17 days till the arrival of Geneva, our new German sheppie. The rains have finally let up. So, what is it, exactly, that I am going to do with myself today?
Well, when you have not had an organized, schedule life for, like, eons — I retired in my late 40s, having had it up to here with endless work hours, IPO shennanigans and corporate backstabbing — you tend to let things slip a little.
For example, you might ask yourself, why do this thing today, when it can always wait till tomorrow or the next?
Wasting time on frivolous pursuits and procrastination, as you gradually sink into complete irrelevancy is a common retiree affliction in Florida.
For many, it’s the land of throwing away a good chunk of your life, as you drive at 80 mph per hour on I-95 going nowhere important in order to do nothing of consequence in the global scheme of things.
I live in a gated community in Fla.
It is quite lovely here, if you can tolerate the suffocating seasonal presence of aged causcasian drones with limited vocabularies who mostly support the orange lunatic.
In other words, other than the scenery and relative quiet, carceral Florida = mind death.
So if you are not the golfing or volunteering or fishin’ type, you tend to withdraw into a quasi monastic existence.

I would enjoy briefly living the life of a very pleasant, self-sufficient Brit who hangs out in the rural mountains of Sardinia with his four sheps.
That does seem like quite the dream existence, except offseason, the time for unexpected setbacks, such as the lighning bolt that felled a German tourist on a hike in Sardinia the other day.
One can easily imagine the howling Mistral wind, deracinated trees, bitter cold, and rain all winter, not forgetting, yes, the wild stormy Mediterranean sea, as you turn into a rugged, mountain man.
Hemingway hair on the chest (I briefly watched a putrid film called Hemingway and Gelhorn on Amazon prime last night), and all that macho stuff.
You huddle at night, carabine at the ready, shivering slightly, even though you’re under a coarse woolen blanket that makes your skin itch, in an uninsulated damp shack with the tiny wood burning stove and no Internet.
Maybe I’ll go for 10 days in September.
Back to the topic at hand.
What am I going to today? 17 days till Geneva arrives. Is the place ready for her yet?
The answer is nien.
Ah clarity of purpose, at last; and I have not yet even finished my morning coffee!
So I need to clean up the beams of the lanai that protect the back porch from insects and, yes, alligators. There is green slimy mold all over them from the rain and humidity. I have done about half the job already, but rains have interfered with my progress the last few days.
You do not want to be up on a scaffold in the rain and wind.
Especially when, like moi, you’re fat and old.
Good thing that scaffold can sustain weights up to 300 lbs. It’s disgusting that I have to even consider that.

Okay, so today I am going to attempt to finish the back porch cleanup jobbie, without falling off the scaffold and breaking my neck, stay away from the ice cream in the freezer, go bike riding and maybe swim in the pool if there’s no one there, except maybe an osprey or two.
This evening, instead of watching more third-rate, dated Netflix movies or brainless Amazon prime video rot, I’m going to resume my self-taught course of learning SVG programming, as I’m keenly interested in trying my hand at doing some more animated Arabic calligraphy.
Here’s an example of a doodle I did a while back.
It certainly beats watching partisan political talk shows that obsessively rattle on about the orange lunatic.
Leaving Amerika is a state of mind that does not require physically leaving the US to go live in another country. That would be lovely, of course, but if you can’t manage it just yet for whatever reason, you can always detach mentally and spiritually by practising Iyengar yoga or bike riding or reading some intense novel or trying your hand, say, at produciing animated vectors.
The key is to challenge and engage your brain in doing something worth doing that has nothing to do with that unserene world you no longer choose to live in. Now some might find serenity boring. I don’t. After a 15-year drinking career in every Irish dive bar in lower Manhattan, I can go for this no chaos lifestyle big time.
And that pretty much sums it up for today!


■ TASK DETAILS
Using the records that follow, work out how many lines hold the string "Education" and provide that number only.

■ GIVEN INFORMATION
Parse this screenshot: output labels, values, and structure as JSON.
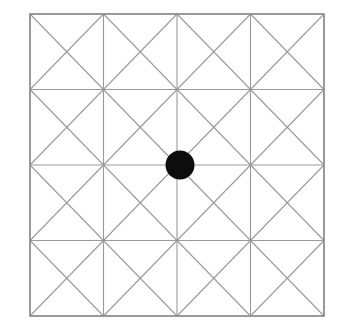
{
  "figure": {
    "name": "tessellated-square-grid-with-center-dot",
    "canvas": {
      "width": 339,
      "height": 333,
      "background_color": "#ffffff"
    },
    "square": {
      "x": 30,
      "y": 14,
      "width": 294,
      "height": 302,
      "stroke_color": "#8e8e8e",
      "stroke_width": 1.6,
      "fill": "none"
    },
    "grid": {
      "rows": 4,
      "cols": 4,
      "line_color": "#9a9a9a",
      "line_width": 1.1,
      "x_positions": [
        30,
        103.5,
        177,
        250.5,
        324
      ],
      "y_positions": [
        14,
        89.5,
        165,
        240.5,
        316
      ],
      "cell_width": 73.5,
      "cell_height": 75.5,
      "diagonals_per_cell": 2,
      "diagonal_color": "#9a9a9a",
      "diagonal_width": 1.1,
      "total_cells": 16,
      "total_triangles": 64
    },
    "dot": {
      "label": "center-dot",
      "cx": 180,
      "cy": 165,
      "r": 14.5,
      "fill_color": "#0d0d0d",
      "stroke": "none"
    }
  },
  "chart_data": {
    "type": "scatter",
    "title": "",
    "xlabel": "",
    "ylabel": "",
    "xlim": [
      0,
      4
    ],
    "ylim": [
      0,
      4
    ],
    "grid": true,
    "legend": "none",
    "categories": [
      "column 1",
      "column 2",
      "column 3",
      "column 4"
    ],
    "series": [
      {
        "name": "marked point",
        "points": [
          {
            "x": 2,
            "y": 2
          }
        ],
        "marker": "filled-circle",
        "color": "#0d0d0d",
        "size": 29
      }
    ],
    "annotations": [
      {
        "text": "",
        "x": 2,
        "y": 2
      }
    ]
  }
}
* * *
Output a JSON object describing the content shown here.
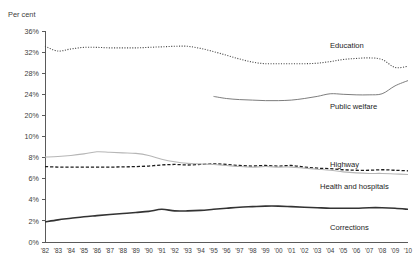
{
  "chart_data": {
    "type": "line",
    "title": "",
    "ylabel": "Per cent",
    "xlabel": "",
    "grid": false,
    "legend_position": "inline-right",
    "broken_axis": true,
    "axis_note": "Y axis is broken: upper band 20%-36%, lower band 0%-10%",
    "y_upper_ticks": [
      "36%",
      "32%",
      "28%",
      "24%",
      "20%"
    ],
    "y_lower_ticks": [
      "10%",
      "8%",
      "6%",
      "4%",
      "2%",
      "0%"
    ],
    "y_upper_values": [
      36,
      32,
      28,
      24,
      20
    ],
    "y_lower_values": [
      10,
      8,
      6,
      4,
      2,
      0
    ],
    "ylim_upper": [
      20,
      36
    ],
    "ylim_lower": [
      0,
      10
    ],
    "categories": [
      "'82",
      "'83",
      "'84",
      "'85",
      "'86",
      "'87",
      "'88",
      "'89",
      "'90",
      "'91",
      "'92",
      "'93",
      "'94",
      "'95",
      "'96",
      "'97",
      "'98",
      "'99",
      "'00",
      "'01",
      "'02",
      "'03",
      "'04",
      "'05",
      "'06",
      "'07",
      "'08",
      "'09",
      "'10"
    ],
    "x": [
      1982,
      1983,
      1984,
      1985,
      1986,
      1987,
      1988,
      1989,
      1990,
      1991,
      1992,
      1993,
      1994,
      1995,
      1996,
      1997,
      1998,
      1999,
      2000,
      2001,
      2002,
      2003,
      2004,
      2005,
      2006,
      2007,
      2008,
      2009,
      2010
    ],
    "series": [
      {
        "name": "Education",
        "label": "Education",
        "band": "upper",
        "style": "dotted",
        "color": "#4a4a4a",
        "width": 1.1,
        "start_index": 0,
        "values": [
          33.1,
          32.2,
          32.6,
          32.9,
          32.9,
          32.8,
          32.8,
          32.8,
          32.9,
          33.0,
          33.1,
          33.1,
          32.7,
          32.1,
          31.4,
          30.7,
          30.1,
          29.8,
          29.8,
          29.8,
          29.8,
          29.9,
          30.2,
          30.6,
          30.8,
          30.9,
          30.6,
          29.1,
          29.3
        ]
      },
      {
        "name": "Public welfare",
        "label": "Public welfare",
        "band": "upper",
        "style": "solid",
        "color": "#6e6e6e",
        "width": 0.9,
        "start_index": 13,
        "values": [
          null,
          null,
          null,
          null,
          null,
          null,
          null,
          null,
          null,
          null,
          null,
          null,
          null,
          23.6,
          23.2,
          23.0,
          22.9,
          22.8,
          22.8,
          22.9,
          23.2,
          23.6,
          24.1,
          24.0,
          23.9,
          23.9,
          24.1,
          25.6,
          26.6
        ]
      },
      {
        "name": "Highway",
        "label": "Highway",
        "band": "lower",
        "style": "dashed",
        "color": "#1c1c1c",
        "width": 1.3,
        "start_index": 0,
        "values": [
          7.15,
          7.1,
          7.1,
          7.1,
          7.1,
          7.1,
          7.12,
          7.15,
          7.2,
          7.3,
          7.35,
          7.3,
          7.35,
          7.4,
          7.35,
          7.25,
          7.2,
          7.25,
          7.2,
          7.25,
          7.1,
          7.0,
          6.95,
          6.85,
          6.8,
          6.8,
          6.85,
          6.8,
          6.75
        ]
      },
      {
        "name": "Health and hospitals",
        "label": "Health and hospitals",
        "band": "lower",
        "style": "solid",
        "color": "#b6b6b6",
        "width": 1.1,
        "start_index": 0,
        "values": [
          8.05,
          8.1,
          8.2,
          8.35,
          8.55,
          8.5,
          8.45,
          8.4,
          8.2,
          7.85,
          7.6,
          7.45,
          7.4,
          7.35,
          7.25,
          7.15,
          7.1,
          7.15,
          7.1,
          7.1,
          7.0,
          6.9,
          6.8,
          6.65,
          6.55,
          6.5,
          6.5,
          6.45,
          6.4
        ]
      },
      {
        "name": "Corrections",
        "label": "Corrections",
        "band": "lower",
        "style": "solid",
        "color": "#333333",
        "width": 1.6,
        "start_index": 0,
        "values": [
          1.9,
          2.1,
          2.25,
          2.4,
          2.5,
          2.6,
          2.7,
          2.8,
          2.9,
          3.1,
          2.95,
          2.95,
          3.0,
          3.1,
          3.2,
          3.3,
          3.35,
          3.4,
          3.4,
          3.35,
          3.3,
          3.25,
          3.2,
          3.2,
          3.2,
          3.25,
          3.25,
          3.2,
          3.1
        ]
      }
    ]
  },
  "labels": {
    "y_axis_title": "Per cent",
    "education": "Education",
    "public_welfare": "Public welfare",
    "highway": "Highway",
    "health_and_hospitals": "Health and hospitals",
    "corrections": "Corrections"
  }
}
...
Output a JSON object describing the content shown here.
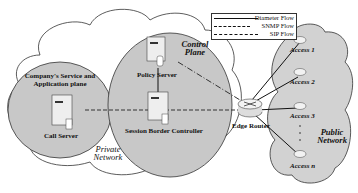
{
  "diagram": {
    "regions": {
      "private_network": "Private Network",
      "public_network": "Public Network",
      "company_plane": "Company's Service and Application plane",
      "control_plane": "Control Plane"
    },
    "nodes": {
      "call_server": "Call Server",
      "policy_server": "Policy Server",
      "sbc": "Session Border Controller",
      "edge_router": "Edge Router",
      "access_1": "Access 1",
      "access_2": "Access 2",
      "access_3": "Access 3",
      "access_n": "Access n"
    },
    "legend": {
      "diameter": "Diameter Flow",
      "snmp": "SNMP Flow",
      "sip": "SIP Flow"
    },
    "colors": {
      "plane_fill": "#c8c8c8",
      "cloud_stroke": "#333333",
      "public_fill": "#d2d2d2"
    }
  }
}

■ SOLVED EXERCISE
3